EconPapers    
Economics at your fingertips  
 

Innovative Behavior and Prosocial Motivation of Russian Civil Servants

Tim Jaekel ()
Additional contact information
Tim Jaekel: National Research University Higher School of Economics

HSE Working papers from National Research University Higher School of Economics

Abstract: The motivation of civil servants has a considerable impact on their decision-making and thus the performance of a bureaucratic agency. This paper studies how innovative and error-correcting behavior of Russian public civil servants correlates with three types of motivation: public service motivation (PSM), power motivation (PM) and security motivation (SM). Civil servants with a higher level of PSM are expected to correct existing errors in standard operating procedures (SOP) and to introduce “new ways of doing things” (Fernandez and Moldogaziev 2013); and so to improve their organizations’ performance and citizens’ well-being by enhancing organizational learning.
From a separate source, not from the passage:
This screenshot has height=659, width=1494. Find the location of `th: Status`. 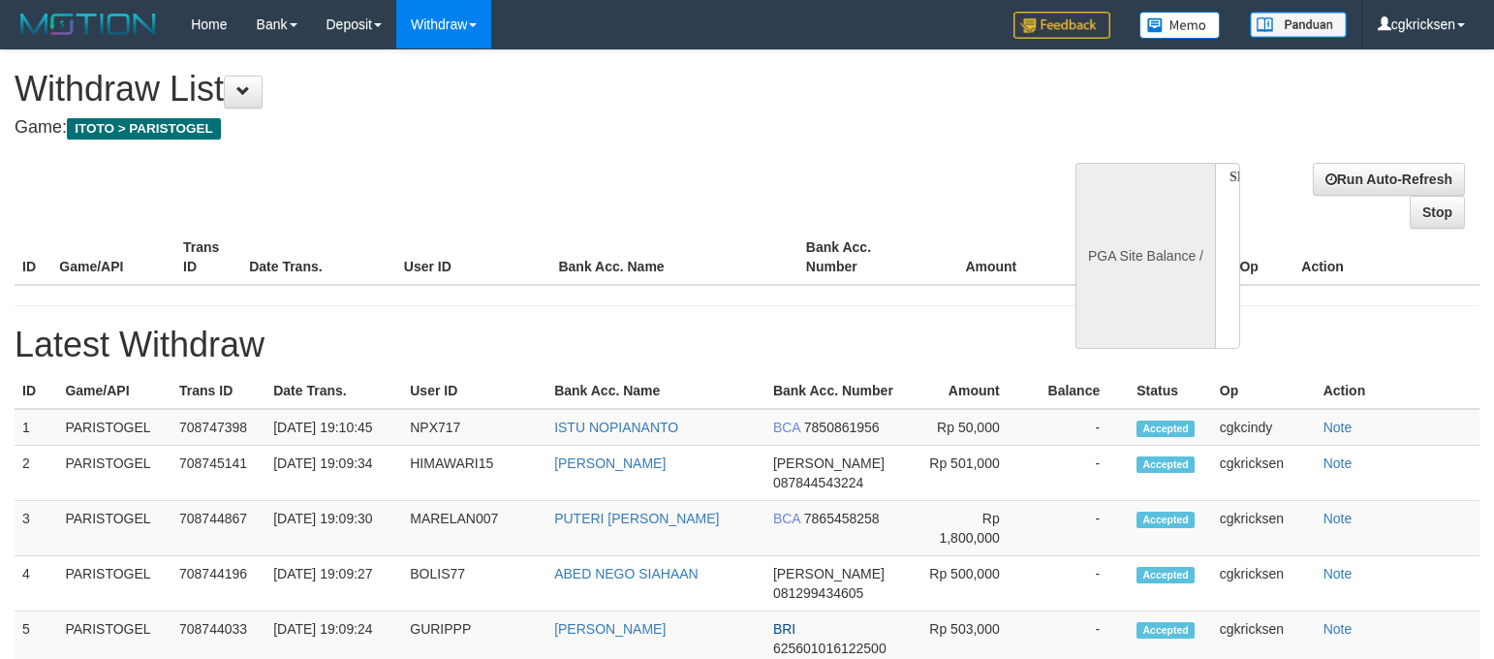

th: Status is located at coordinates (1171, 391).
For empirical analysis the paper uses a new unique dataset with some 1,600 responses from a survey questionnaire among local civil servants in the Russian region of Leningrad. The results from regression analyses demonstrate that prosocial motivation (seven item scale, Cronbach’s alpha =0.72), power motivation (nine-item scale, Cronbach’s alpha=0.78), employee encouragement, empowerment practices, and citizens orientation are positively correlated with innovative and error-correcting. In contrast the level of security motivation and job satisfaction fail to achieve statistical significance throughout all models

Keywords: behavioral public administration (BPA); innovative behavior; error-correcting behavior; motivation; civil servants; Russia (search for similar items in EconPapers)
JEL-codes: D73 D81 H83 (search for similar items in EconPapers)
Pages: 40 pages
Date: 2017
New Economics Papers: this item is included in nep-cis and nep-tra
References: View references in EconPapers View complete reference list from CitEc
Citations:

Published in WP BRP Series: Public and Social Policy / PSP, May 2017, pages 1-40

Downloads: (external link)
https://wp.hse.ru/data/2017/05/15/1171307252/09PSP2017.pdf (application/pdf)

Related works:
This item may be available elsewhere in EconPapers: Search for items with the same title.

Export reference: BibTeX RIS (EndNote, ProCite, RefMan) HTML/Text

Persistent link: https://EconPapers.repec.org/RePEc:hig:wpaper:09/psp/2017

Access Statistics for this paper

More papers in HSE Working papers from National Research University Higher School of Economics
Bibliographic data for series maintained by Shamil Abdulaev () and Shamil Abdulaev ().